Maggie O’Farrell is an Irish author who now in Scotland. She is a member of the Royal Society of Literature, which sounds amazing. Her books have won a lot of prizes and been shortlisted for some other awards, too. She studied English Literature at Cambridge and has been a world traveler, journalist, editor, and creative writing teacher (professor?). All her reviews hover around four stars and have critical acclaim, except that Hamnet‘s rating are higher. She is married to a writer (William Sutcliffe) with three kids, one of whom has extreme allergies, which she shares about in her memoir and deals with in one of her novels.
Her titles are:
The Marriage Portrait (added to TBR)I Am, I Am, I Am (memoir)The Vanishing Act of Esme LennoxThis Must Be the PlaceThe Hand That First Held MineInstructions for a HeatwaveAfter You’d GoneThe Distance Between UsMy Lover’s LoverWhere Snow Angels Go (children’s)The Boy Who Lost His Spark (children’s)
“Her brother, Bartholmew, with the wide, surprised eyes and fingers that opened into white stars, rode on their mother’s front and the two of them could stare into each other’s faces as they went along, interlace their fingers over the round bones of their mother’s shoulders” (p44).
“The two of them can gripe and prickle and rub each other the wrong way; they can argue and bicker and sigh; they can throw into the pig-pen food the other has coolked because it is too salted or not milled finely enough or too spiced; they can raise and eyebrow at each other’s darning or stitching or embroidery. In a time such as this, however, they can operate like two hands of the same person” (109).
“Life has been sweeping them all along together, in step, she had thought. And now this” (p155).
“She sees how she, Agnes, must remain calm, steady, must make herself bigger, in a way, to keep the house on an even keel, not to allow it to be taken over by this darkness, to square up to it, to shield Susanna from it, to seal off her own cracks, not to let it in” (p158).

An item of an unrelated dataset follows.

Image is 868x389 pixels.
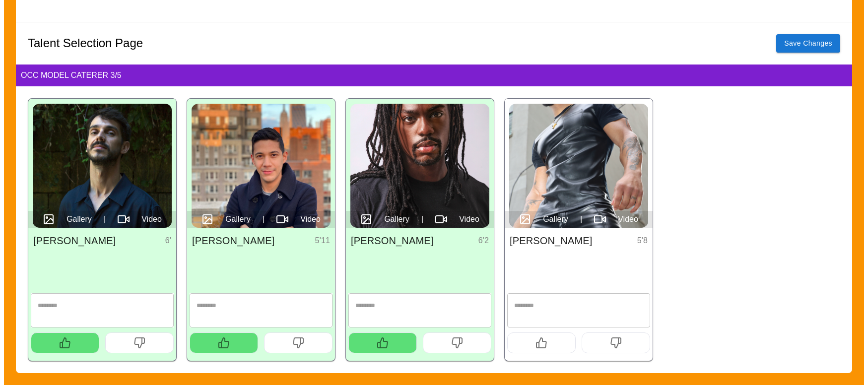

“She has created this moment—no one else—and yet, now it is happening, she finds that it is entirely at odds with what she desires” (p176).
“She thinks, This cannot happen, it cannot, how will we live, what will we do, how can Judith bear it, what will I tell people, how can we continue, what should I have done, where is my husband, what will he say, how could I have saved him, why didn’t I save him, why didn’t I realize it was he who was in danger? And then, the focus narrows, and she thinks: He is dead, he is dead, he is dead” (p119).
“How is anyone ever to shut the eyes of their dead child? How is it possible to find two pennies and rest them there, in the eye sockets, to hold down the lids? How can anyone do this? It is not right. It cannot be” (p221).

There is a movie version of Hamnet under production, apparently. I don’t know how I feel about this. It is such an interior and lyrical novel that I am having a hard time imagining how they can capture it in a movie. I guess we’ll see.
There is also a play (different adaptation, altogether) playing in London to much acclaim, but it is doubtful that I will ever have the chance to see that. But you never know. It could travel stateside; I’m still holding my breath for The Cursed Child, which opened in London in 2016.